Europe's AI scene is buzzing with plans to create a homegrown rival to China's DeepSeek, especially as US-Europe relations strain amid Trump-era tensions over trade, NATO, and tech regs. US firms dominate the whole AI stack, from chips to models, grabbing most investments and leaving Europe hooked on their services, much like cloud computing dependency. But officials in the UK and EU aren't backing down; they've poured hundreds of millions into funds and deregulation to build local capabilities.
The spark? DeepSeek showed you don't need massive GPU farms or endless cash, just smart model designs and open collaboration. Take Germany's LS Research and the SOOFI project: they're teaming up on a 100-billion-parameter open-source language model, set to drop next year. Assumptions here lean on shared compute, transparent research, and tailoring for European languages like those in Apertus or GPT-NL projects. Hardware-wise, it's not about matching Nvidia's scale but efficient setups, dodging the energy-hungry mega-clusters. Experts like Oxford's Rosaria Taddeo say geopolitics flipped the script, making sovereignty urgent, while skeptics warn winner-takes-all dynamics favor top players.
Still, profs like Wolfgang Nejdl bet on catching up through openness: "We'll be the European DeepSeek." No firm timelines beyond SOOFI's 2027-ish launch, but momentum builds with AI factories and gigafactories in EU plans. Challenges? Vague policies on self-sufficiency levels and market openness versus protectionism. Overall, it's a pragmatic push, balancing collab with caution.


◆ REQUIRED WORK
Filter the data for lines with the word "screenshot" and copy those lines.

[[ ENTRIES PROVIDED, beginning ]]

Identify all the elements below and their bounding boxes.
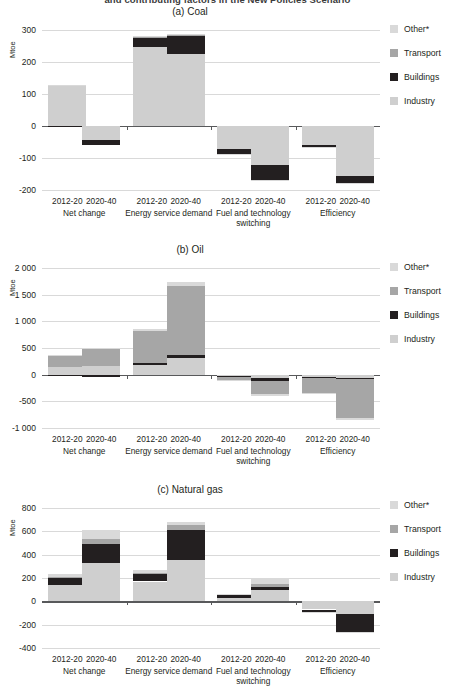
y-axis-tick-label: 0 xyxy=(31,370,36,380)
bar-segment-other xyxy=(217,380,255,381)
y-axis-tick-label: 100 xyxy=(22,89,36,99)
legend-item-industry[interactable]: Industry xyxy=(390,334,435,344)
x-axis-period-label: 2020-40 xyxy=(170,196,200,206)
gridline xyxy=(42,428,380,429)
bar-segment-other xyxy=(336,418,374,420)
bar-segment-other xyxy=(217,154,255,155)
bar-segment-industry xyxy=(167,560,205,601)
legend-swatch-icon xyxy=(390,49,398,57)
bar-segment-transport xyxy=(133,37,171,38)
x-axis-tick xyxy=(127,126,128,130)
bar-fuel-and-technology-switching-2020-40 xyxy=(251,30,289,190)
bar-efficiency-2020-40 xyxy=(336,268,374,428)
legend-item-other[interactable]: Other* xyxy=(390,500,429,510)
x-axis-period-label: 2020-40 xyxy=(86,196,116,206)
legend-item-buildings[interactable]: Buildings xyxy=(390,310,439,320)
bar-segment-industry xyxy=(48,585,86,602)
bar-segment-industry xyxy=(82,366,120,375)
bar-efficiency-2012-20 xyxy=(302,30,340,190)
y-axis-tick-label: 800 xyxy=(22,503,36,513)
bar-segment-buildings xyxy=(336,176,374,184)
bar-segment-transport xyxy=(251,584,289,586)
bar-segment-buildings xyxy=(167,36,205,54)
x-axis-period-label: 2012-20 xyxy=(306,434,336,444)
x-axis-period-label: 2020-40 xyxy=(339,196,369,206)
legend-label: Transport xyxy=(404,286,441,296)
x-axis-group-label: Efficiency xyxy=(284,208,393,218)
bar-segment-other xyxy=(82,530,120,539)
bar-net-change-2020-40 xyxy=(82,30,120,190)
bar-segment-buildings xyxy=(133,38,171,48)
legend-swatch-icon xyxy=(390,501,398,509)
y-axis-tick-label: 1 000 xyxy=(15,316,36,326)
bar-segment-other xyxy=(217,594,255,595)
bar-efficiency-2020-40 xyxy=(336,30,374,190)
bar-segment-industry xyxy=(217,598,255,602)
x-axis-period-label: 2020-40 xyxy=(255,196,285,206)
bar-segment-transport xyxy=(302,378,340,393)
x-axis-period-label: 2012-20 xyxy=(137,196,167,206)
gridline xyxy=(42,190,380,191)
legend-label: Other* xyxy=(404,24,429,34)
bar-segment-industry xyxy=(82,126,120,140)
bar-net-change-2020-40 xyxy=(82,508,120,648)
legend-item-other[interactable]: Other* xyxy=(390,262,429,272)
bar-segment-other xyxy=(167,522,205,525)
x-axis-period-label: 2020-40 xyxy=(170,654,200,664)
legend-swatch-icon xyxy=(390,97,398,105)
bar-efficiency-2012-20 xyxy=(302,508,340,648)
legend-item-industry[interactable]: Industry xyxy=(390,572,435,582)
bar-segment-other xyxy=(133,36,171,37)
legend-item-industry[interactable]: Industry xyxy=(390,96,435,106)
bar-segment-other xyxy=(302,393,340,394)
x-axis-period-label: 2012-20 xyxy=(137,434,167,444)
legend-item-other[interactable]: Other* xyxy=(390,24,429,34)
x-axis-tick xyxy=(127,601,128,605)
legend-item-buildings[interactable]: Buildings xyxy=(390,72,439,82)
y-axis-tick-label: -400 xyxy=(19,643,36,653)
bar-segment-industry xyxy=(217,126,255,149)
bar-segment-other xyxy=(251,180,289,181)
x-axis-period-label: 2012-20 xyxy=(221,654,251,664)
bar-segment-other xyxy=(302,147,340,148)
x-axis-tick xyxy=(296,375,297,379)
bar-fuel-and-technology-switching-2012-20 xyxy=(217,30,255,190)
panel-title: (c) Natural gas xyxy=(0,484,380,495)
bar-segment-buildings xyxy=(48,578,86,585)
bar-fuel-and-technology-switching-2020-40 xyxy=(251,508,289,648)
x-axis-period-label: 2020-40 xyxy=(255,434,285,444)
legend-item-transport[interactable]: Transport xyxy=(390,48,441,58)
x-axis-period-label: 2012-20 xyxy=(221,434,251,444)
legend-swatch-icon xyxy=(390,287,398,295)
x-axis-tick xyxy=(127,375,128,379)
y-axis-tick-label: 200 xyxy=(22,573,36,583)
legend-swatch-icon xyxy=(390,311,398,319)
bar-segment-transport xyxy=(82,539,120,544)
x-axis-period-label: 2020-40 xyxy=(86,654,116,664)
x-axis-tick xyxy=(211,601,212,605)
plot-area: 2 0001 5001 0005000-500-1 000Mtoe xyxy=(42,268,380,428)
legend-label: Other* xyxy=(404,262,429,272)
bar-fuel-and-technology-switching-2020-40 xyxy=(251,268,289,428)
bar-net-change-2012-20 xyxy=(48,268,86,428)
bar-segment-industry xyxy=(133,365,171,375)
panel-title: (a) Coal xyxy=(0,6,380,17)
y-axis-tick-label: 600 xyxy=(22,526,36,536)
legend-item-transport[interactable]: Transport xyxy=(390,524,441,534)
bar-segment-other xyxy=(336,183,374,184)
bar-segment-transport xyxy=(82,349,120,366)
bar-segment-industry xyxy=(251,126,289,165)
legend-item-buildings[interactable]: Buildings xyxy=(390,548,439,558)
legend-label: Industry xyxy=(404,96,435,106)
legend-item-transport[interactable]: Transport xyxy=(390,286,441,296)
bar-segment-transport xyxy=(48,577,86,578)
x-axis-tick xyxy=(211,375,212,379)
y-axis-title: Mtoe xyxy=(8,519,17,536)
bar-segment-industry xyxy=(133,582,171,602)
bar-segment-other xyxy=(48,355,86,356)
plot-area: 3002001000-100-200Mtoe xyxy=(42,30,380,190)
legend-swatch-icon xyxy=(390,549,398,557)
legend-label: Buildings xyxy=(404,72,439,82)
bar-segment-buildings xyxy=(133,363,171,364)
legend-swatch-icon xyxy=(390,73,398,81)
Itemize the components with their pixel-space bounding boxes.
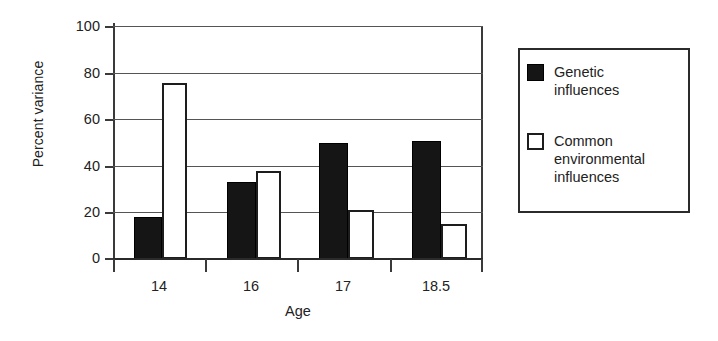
legend-label-genetic-line2: influences [554,82,619,98]
y-axis-tick-labels: 100 80 60 40 20 0 [38,0,100,300]
legend-swatch-hollow-icon [527,133,544,150]
legend-label-common-line2: environmental [554,151,645,167]
legend-label-common-line3: influences [554,169,619,185]
x-tick-label-17: 17 [303,278,383,294]
legend-label-common-line1: Common [554,133,613,149]
legend-item-common-environmental: Common environmental influences [527,132,645,186]
y-tick-label-20: 20 [42,205,100,220]
legend-label-genetic: Genetic influences [554,63,619,99]
bar-chart-figure: Percent variance 100 80 60 40 20 0 [0,0,718,341]
chart-legend: Genetic influences Common environmental … [518,48,690,213]
x-tick-mark-4 [481,259,483,272]
x-tick-mark-0 [113,259,115,272]
legend-swatch-filled-icon [527,64,544,81]
bar-common-14 [162,83,187,259]
x-tick-mark-1 [205,259,207,272]
y-tick-label-60: 60 [42,112,100,127]
x-tick-label-16: 16 [211,278,291,294]
x-axis-title: Age [113,303,483,319]
y-tick-label-0: 0 [42,251,100,266]
x-tick-label-14: 14 [119,278,199,294]
bar-genetic-16 [227,182,256,259]
legend-label-genetic-line1: Genetic [554,64,604,80]
bar-common-18-5 [441,224,467,259]
y-tick-label-100: 100 [42,19,100,34]
x-tick-label-18-5: 18.5 [396,278,476,294]
y-tick-label-40: 40 [42,159,100,174]
bar-genetic-17 [319,143,348,259]
plot-area [113,27,483,259]
bar-genetic-14 [134,217,162,259]
bar-genetic-18-5 [412,141,441,259]
y-tick-label-80: 80 [42,66,100,81]
bar-common-16 [256,171,281,259]
legend-item-genetic: Genetic influences [527,63,619,99]
bar-common-17 [348,210,374,259]
x-tick-mark-2 [297,259,299,272]
legend-label-common: Common environmental influences [554,132,645,186]
x-tick-mark-3 [390,259,392,272]
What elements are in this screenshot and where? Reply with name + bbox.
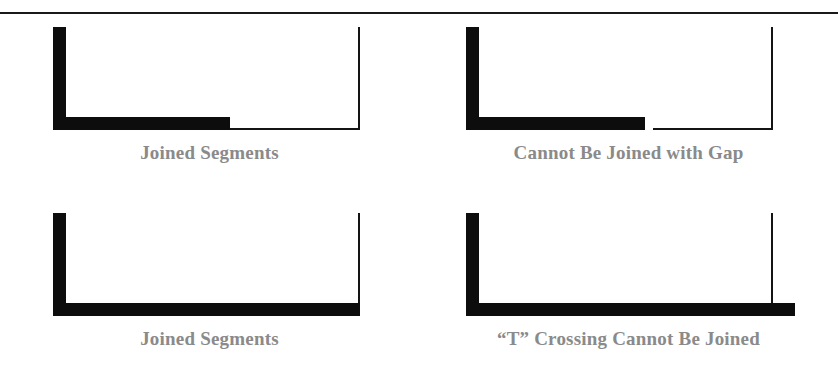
figure-panel-joined-segments-bottom: Joined Segments [0, 210, 419, 370]
thin-horizontal-segment [230, 128, 360, 130]
thick-horizontal-segment [53, 117, 230, 130]
diagram-canvas [419, 210, 838, 322]
panel-caption: Cannot Be Joined with Gap [419, 142, 838, 164]
thick-vertical-segment [466, 27, 479, 130]
thin-horizontal-segment [653, 128, 773, 130]
thin-vertical-segment [358, 27, 360, 130]
thick-horizontal-segment [466, 303, 795, 316]
horizontal-rule [0, 12, 838, 14]
thick-vertical-segment [53, 27, 66, 130]
panel-caption: Joined Segments [0, 328, 419, 350]
figure-panel-joined-segments-top: Joined Segments [0, 24, 419, 184]
thin-vertical-segment [358, 213, 360, 303]
panel-caption: “T” Crossing Cannot Be Joined [419, 328, 838, 350]
diagram-canvas [0, 24, 419, 136]
diagram-canvas [0, 210, 419, 322]
thick-vertical-segment [466, 213, 479, 316]
thick-vertical-segment [53, 213, 66, 316]
diagram-canvas [419, 24, 838, 136]
thick-horizontal-segment [466, 117, 645, 130]
figure-panel-cannot-be-joined-with-gap: Cannot Be Joined with Gap [419, 24, 838, 184]
thin-vertical-segment [771, 213, 773, 303]
figure-panel-t-crossing-cannot-be-joined: “T” Crossing Cannot Be Joined [419, 210, 838, 370]
panel-caption: Joined Segments [0, 142, 419, 164]
thick-horizontal-segment [53, 303, 360, 316]
thin-vertical-segment [771, 27, 773, 130]
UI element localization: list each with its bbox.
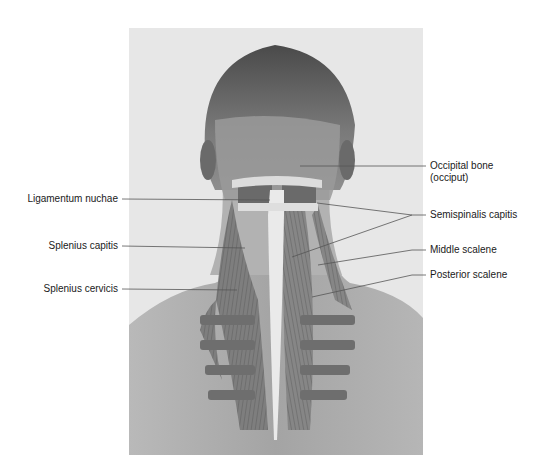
label-occipital-bone-line1: Occipital bone bbox=[430, 160, 493, 172]
label-ligamentum-nuchae: Ligamentum nuchae bbox=[27, 193, 118, 205]
label-splenius-capitis: Splenius capitis bbox=[49, 240, 118, 252]
label-occipital-bone-line2: (occiput) bbox=[430, 172, 493, 184]
label-posterior-scalene: Posterior scalene bbox=[430, 269, 507, 281]
label-occipital-bone: Occipital bone (occiput) bbox=[430, 160, 493, 184]
anatomy-figure bbox=[0, 0, 536, 463]
label-semispinalis-capitis: Semispinalis capitis bbox=[430, 209, 517, 221]
label-middle-scalene: Middle scalene bbox=[430, 244, 497, 256]
label-splenius-cervicis: Splenius cervicis bbox=[44, 283, 118, 295]
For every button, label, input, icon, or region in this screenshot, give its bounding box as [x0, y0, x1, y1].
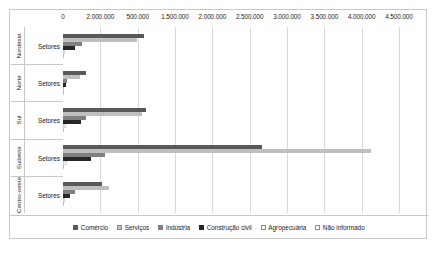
bar [63, 202, 64, 206]
region-label: Sul [15, 116, 22, 125]
setores-label: Setores [38, 80, 60, 87]
legend-item[interactable]: Serviços [117, 224, 149, 231]
category-label-row: NordesteSetores [11, 27, 63, 64]
gridline [399, 27, 400, 213]
setores-label: Setores [38, 154, 60, 161]
category-label-row: SulSetores [11, 101, 63, 138]
setores-label: Setores [38, 117, 60, 124]
bar [63, 128, 64, 132]
category-label-row: SudesteSetores [11, 139, 63, 176]
category-axis-gutter: NordesteSetoresNorteSetoresSulSetoresSud… [11, 27, 63, 213]
bar-group [63, 64, 399, 101]
category-inner-cell: Setores [24, 140, 63, 176]
legend-label: Serviços [125, 224, 150, 231]
plot-area [63, 27, 399, 213]
legend-item[interactable]: Agropecuária [261, 224, 307, 231]
x-axis-tick-label: 0 [61, 13, 64, 20]
category-label-row: Centro-oesteSetores [11, 176, 63, 213]
chart-legend: ComércioServiçosIndústriaConstrução civi… [10, 215, 428, 239]
region-label: Sudeste [15, 146, 22, 169]
x-axis-tick-label: 3.500.000 [311, 13, 339, 20]
category-inner-cell: Setores [24, 65, 63, 101]
legend-item[interactable]: Não informado [315, 224, 364, 231]
bar-group [63, 176, 399, 213]
setores-label: Setores [38, 191, 60, 198]
bar-group [63, 101, 399, 138]
x-axis-tick-label: 2.000.000 [199, 13, 227, 20]
legend-item[interactable]: Comércio [73, 224, 108, 231]
legend-label: Construção civil [207, 224, 252, 231]
legend-swatch-icon [73, 225, 78, 230]
bar [63, 165, 64, 169]
legend-swatch-icon [117, 225, 122, 230]
bar [63, 149, 371, 153]
region-label: Nordeste [15, 33, 22, 58]
bar-group [63, 27, 399, 64]
legend-item[interactable]: Construção civil [199, 224, 252, 231]
x-axis-tick-label: 4.000.000 [348, 13, 376, 20]
category-inner-cell: Setores [24, 102, 63, 138]
x-axis-tick-label: 2.000.000 [87, 13, 115, 20]
x-axis-tick-label: 500.000 [126, 13, 148, 20]
legend-label: Agropecuária [268, 224, 306, 231]
legend-swatch-icon [158, 225, 163, 230]
legend-swatch-icon [315, 225, 320, 230]
x-axis-tick-label: 4.500.000 [385, 13, 413, 20]
legend-label: Indústria [166, 224, 191, 231]
x-axis-tick-label: 2.500.000 [236, 13, 264, 20]
region-label: Centro-oeste [15, 177, 22, 213]
bar [63, 157, 91, 161]
bar [63, 54, 64, 58]
setores-label: Setores [38, 42, 60, 49]
category-inner-cell: Setores [24, 177, 63, 213]
legend-label: Não informado [323, 224, 365, 231]
region-label: Norte [15, 76, 22, 91]
bar [63, 91, 64, 95]
legend-item[interactable]: Indústria [158, 224, 190, 231]
x-axis-tick-labels: 02.000.000500.0001.500.0002.000.0002.500… [10, 10, 428, 26]
legend-swatch-icon [199, 225, 204, 230]
category-label-row: NorteSetores [11, 64, 63, 101]
x-axis-tick-label: 3.000.000 [273, 13, 301, 20]
legend-label: Comércio [81, 224, 108, 231]
legend-swatch-icon [261, 225, 266, 230]
chart-frame: 02.000.000500.0001.500.0002.000.0002.500… [9, 9, 427, 239]
x-axis-tick-label: 1.500.000 [161, 13, 189, 20]
bar-group [63, 139, 399, 176]
category-inner-cell: Setores [24, 27, 63, 64]
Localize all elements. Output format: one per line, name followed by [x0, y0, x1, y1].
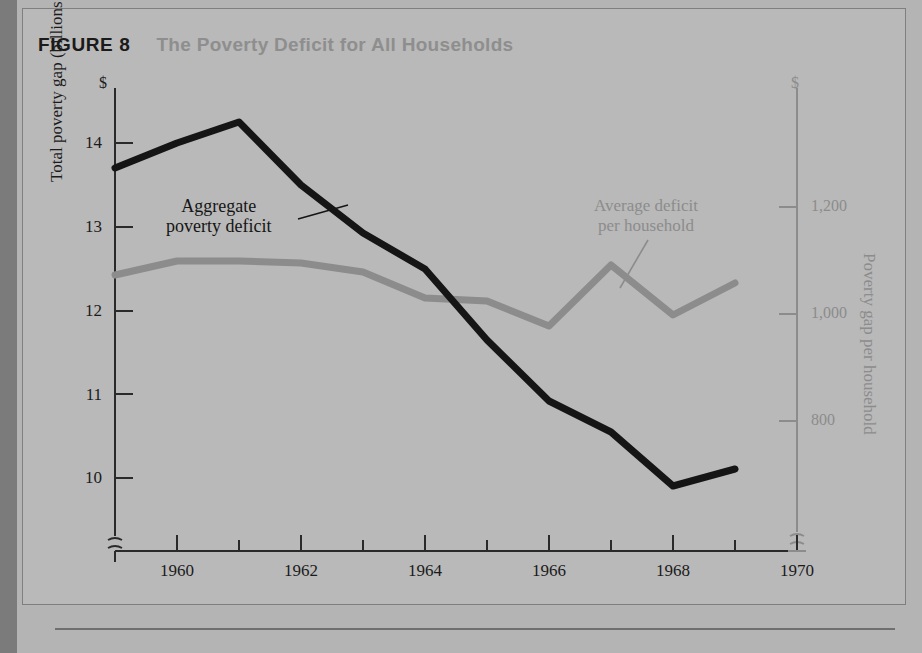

[[ ENTRIES PROVIDED, end ]]

◆ WRITTEN RESPONSE
What elements are in this screenshot and where? Reply with name + bbox.
For every button, label, input, icon, or region in this screenshot, give its bounding box as [x0, y0, x1, y1].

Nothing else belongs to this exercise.